Saturday, December 30, 2017

Some Order Here Please


"We're building a dystopia just to make people click on ads." --Zeynep Tufecki, UNC Chapel Hill


Globally, more than $490 Billion was spent on advertising in 2016 ($135 Billion spent by the top 200 US Brands alone).

These are smart, coldly-calculating people - they don't spend that kinda dough on shit that doesn't work.

Which makes this one even more important:


My Ayn Rand radar picked up on "...we can't abdicate our responsibilities..." - that's one of Rand's basic tenets even though her bit isn't only about responsibility - it's about reason and logic too, which makes those things are very closely related.

Anyway, I always love it when somebody uses one of the Daddy State Libertarians' favorite memes against them, and their insistence on ignoring and denying the bad shit that grows directly out of a short-sighted "philosophy" of "I'm gonna get mine and all y'all can just fuck off".

This is an old concern of course, and it goes with every big technological advancement.

What makes this instance particularly dangerous is that we don't have the kind of leadership that gets us to stop and think about what we're doing and where we're going with it.

Unfortunately, the people running this joint are in the thrall of some weird critical mass that (at best) carries us all forward into the 18th century, but this time with uncontrollable computer power and nuclear weapons.

Saturday, December 09, 2017

Today's Today


December 9th is Grace Hopper's birthday.
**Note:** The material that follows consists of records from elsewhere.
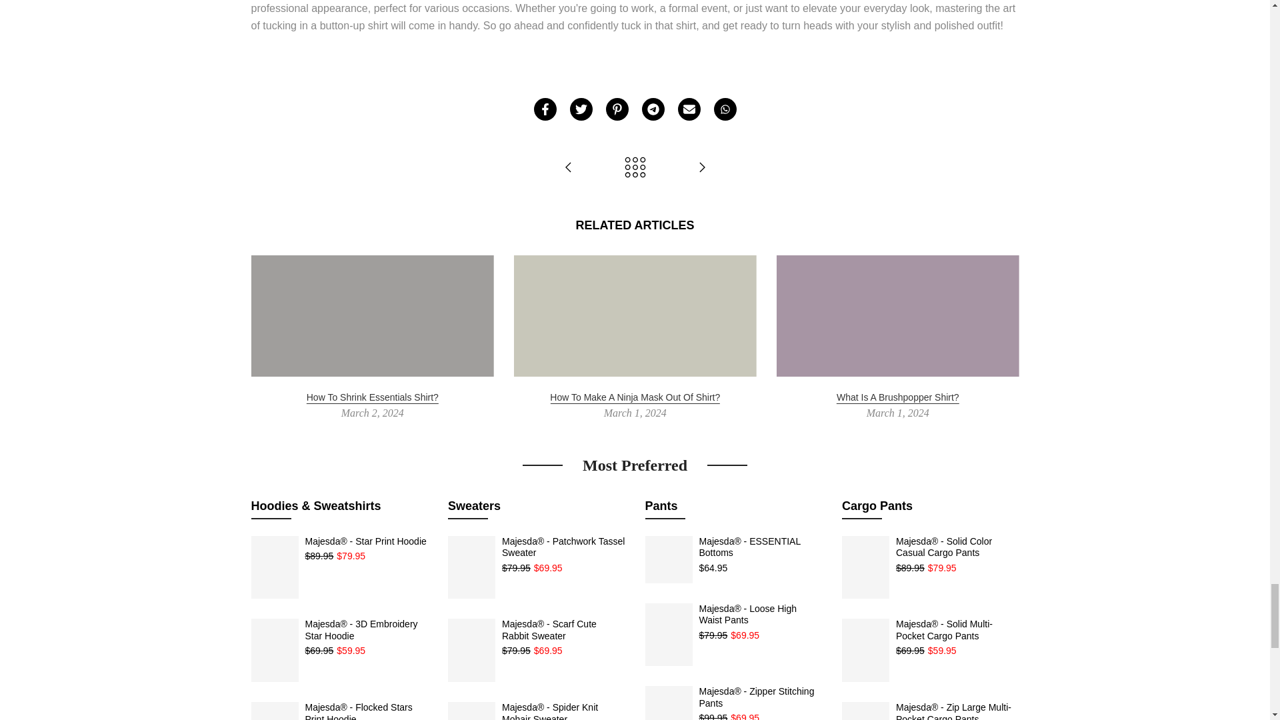  What do you see at coordinates (652, 109) in the screenshot?
I see `Share on Telegram` at bounding box center [652, 109].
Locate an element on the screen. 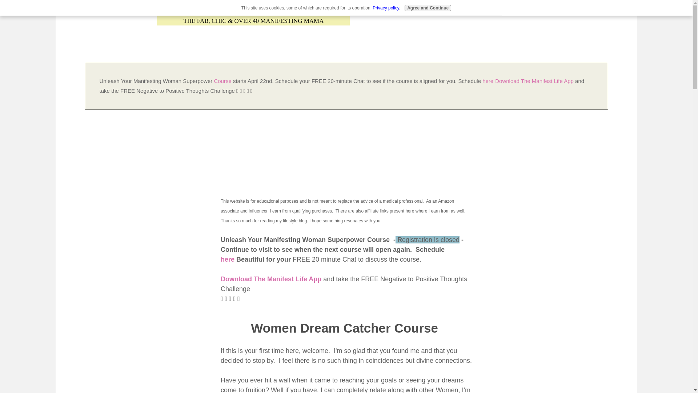  WELCOME is located at coordinates (193, 11).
She would've been 109 today.

I never knew her, but along with probably millions of people just like me, I owe Admiral Hopper an awful lot.

Because of her work developing Compilers, computers became very human-friendly, which greatly helped to open the floodgates for computer technology to evolve with unbelievable speed.

If I have to work in machine language, I couldn't program my way off of a flatbed truck. Grace Hopper made it possible for me to master a certain level of Application Programming that led me to some pretty great things in a very satisfying career.

One of my favorite things is the story of her presence at the birth of the term "bug" as it applies to computers. 

Wikipedia:

While she was working on a Mark II Computer at a US Navy research lab in Dahlgren, Virginia in 1947, her associates discovered a moth that was stuck in a relay; the moth impeded the operation of the relay. While neither Hopper nor her crew mentioned the phrase "debugging" in their logs, the case was held as an instance of literal "debugging." For many years, the term bug had been in use in engineering.[35][36] The remains of the moth can be found in the group's log book at the Smithsonian Institution's National Museum of American History in Washington, D.C.[37]
Like I said - I owe that lady a lot.

Wednesday, November 15, 2017

Facebook


It's the money, stupid.

Ari Melber's take:



Money is power, and for some folks, power is everything.